What a pair of allegories to contend with but I wouldn’t have it any other way. Candide and Steppenwolf are well matched in their presentation of the argument “What the hell are we supposed to do with our lives?” but only one can win in this philosophical face-off.
Candide by Voltaire

To be quite honest, one of the reasons I’ve been struggling to produce this post is because I can barely remember Candide except for, as is true with all good books, the impression it made on me. That message hearkens true especially now -when everything seems hopeless, we can still be hopeful.
Starting out, Candide’s got a good life. He gets to hang out in his uncle’s castle, safe from the barbarian hoards which lurk outside the walls. Then Candide is caught smooching the Baron’s daughter and gets kicked out. This is only the beginning of things going downhill. Around every corner from France to South America, Candide travels with a revolving door of misfits. He’s robbed and nearly killed on several occasions but manages to find people even more hard off than himself. Even so, he maintains the optimism his tutor instilled that “This is the best of all possible worlds.”
After several glances with death and encounters with the bereaved, Candide begins to doubt his master’s teachings. Maybe indeed, this isn’t the best of all possible worlds. Maybe we’re all just struggling to get by as best we can.
- Goodreads Score: 3.77
- Length: 4 –Candide is short, and if you restrict yourself from getting too involved in the French territorial conflicts, you can blaze through.
- Readability: 2 -Although easy to understand when boiled down to the simple plot, the philosophical critiques are a bit to weighty to call this a highly readable novel.
- Language: 4 – My favorite thing about reading old books is when they’re so applicable to the modern world. “Martin in particular concluded that man was born to live either in the convulsions of misery, or in the lethargy of boredom.” Amen brother.

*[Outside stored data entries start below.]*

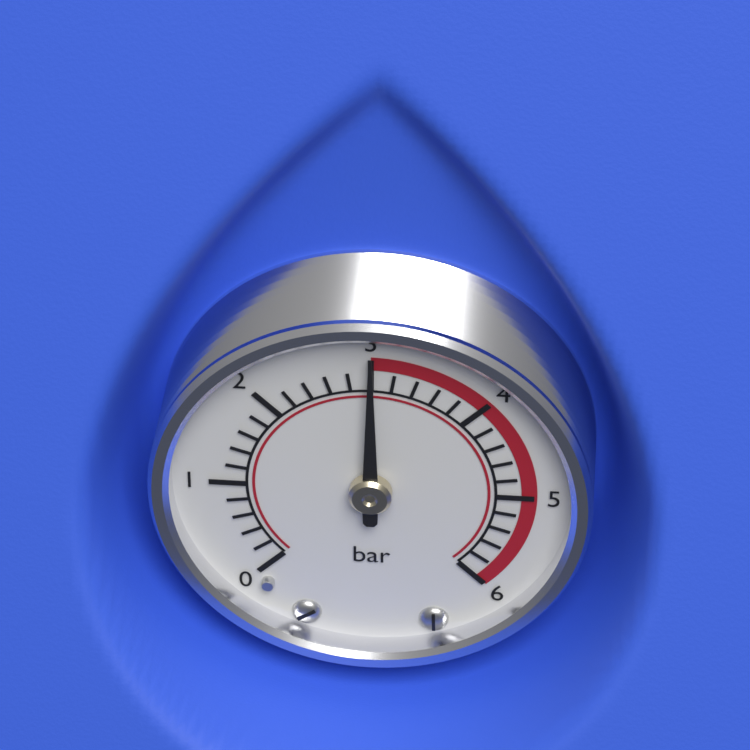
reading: 3.0 bar
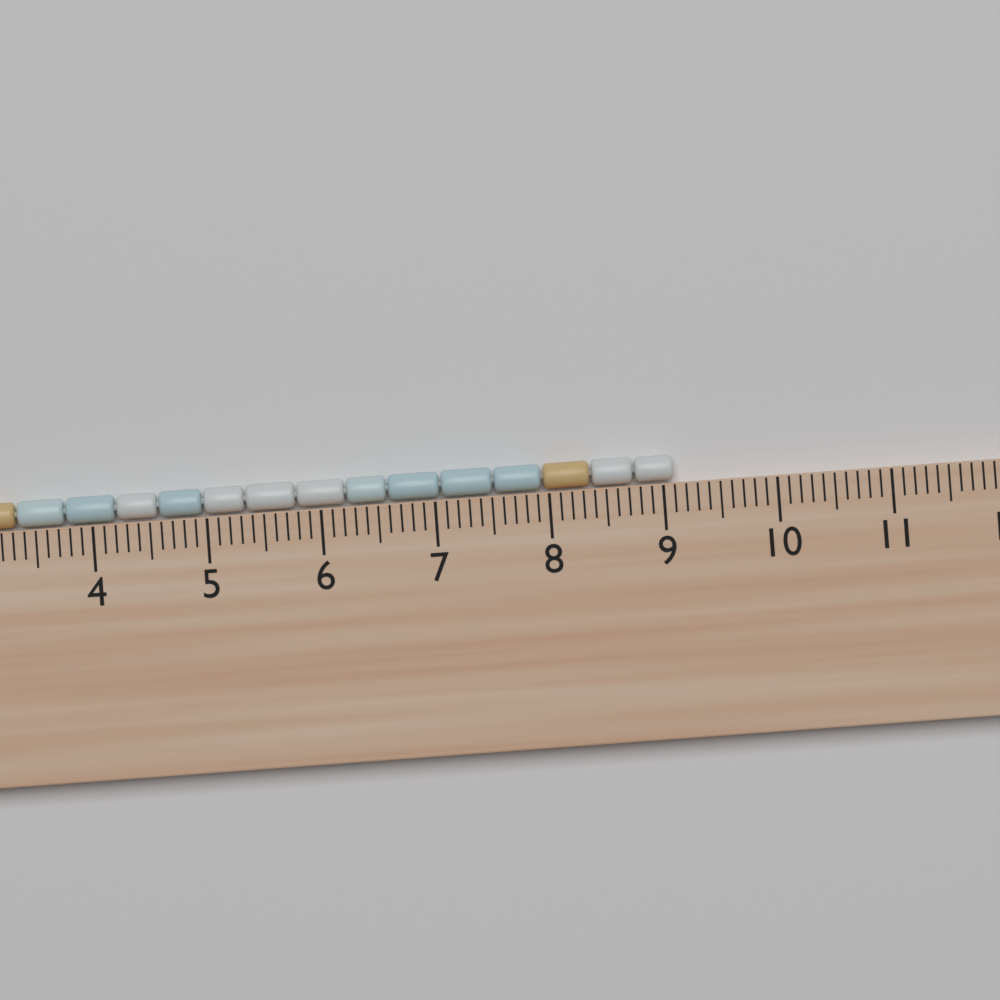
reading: 9.1 cm
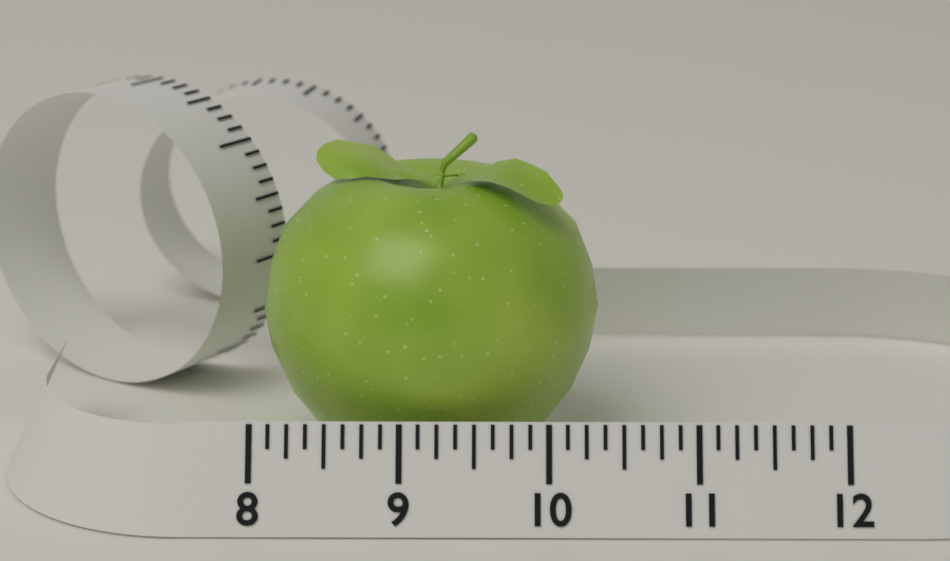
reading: 10.375 (no unit)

- Characters/Plot: 4.25 -Representing everyone from the most highborn noble to the lowliest peasant, Candide covers all ground and provides universal advice.
Overall Score: 18.02
Steppenwolf by Hermann Hesse

If you thought dissecting political French literature was hard, buckle up for tackling the metaphysical conundrum that is Steppenwolf. In Germany, I met a boy during our summer internship who was working his way through Steppenwolf as part of his integration to the land . Steppenwolf isn’t very long, so when he finished with two months remaining, I offered to trade Atlas Shrugged, which I was reading for a second time, for the novel. I didn’t know what I was getting myself into.
Written by Hermann Hesse in 1927, Steppenwolf was worrying about “Being and Nothingness” about a decade before Sartre made it hip. In the novel, a regular old Joe Blow named Henry Haller worries that he isn’t meant for this world. By chance, he accepts a book from a stranger, the Treatise on the Steppenwolf which is filled with suspiciously accurate details about Harry’s feelings for his own life. Most particularly, that he is a man of two natures, one the transcendental being he aspires to be, and the other, a lowly, depraved wolf.
Even more disconcerted now that he’s been called out, Harry bumbles through life, convincing himself at every moment he is not fit to be of this world due to his internal strife. Until he meets the beautiful Hermine who attempts to show him that even if there is not deeper meaning, small pleasures are worth living for. Finally, just as Harry is turning the corner on his will to live, he enters the Magical Theater, first encountered when he received the treatise. Everything descends to chaos, Harry -and the reader- not knowing what’s real and what’s not. Eventually it all ends, and you’re left with the rooted question -what is existence anyway?
- Goodreads Score: 4.12
- Length: 3 – A perfectly conquerable 200ish pages. Any more and you’d be driven mad, any less and you’d miss the point.
- Readability: 3- Steppenwolf start out as highly readable, but towards the end devolves into a far too confusing carousel of inner struggles.
- Language: 3.5 -Hesse’s prose is beautiful if confounding.
- Characters/Plot: 3.5 -Much is argued here as to whether or not there even are other characters or, instead, everyone is a figment of Haller’s insane mind. Which, also arguably, is plot of interest.
Overall Score: 17.12
The Verdict
When I initially did my rankings, it appeared Steppenwolf would be the victor. Reconsidering, Candide is indeed the champion here. Perhaps it’s due to the current state of affairs, but I’ve got to give it up for the book that concludes, “Yes, yes, yes all your brilliant thinking is all fine and dandy, but overall I think it’s best that I just go mind my garden.”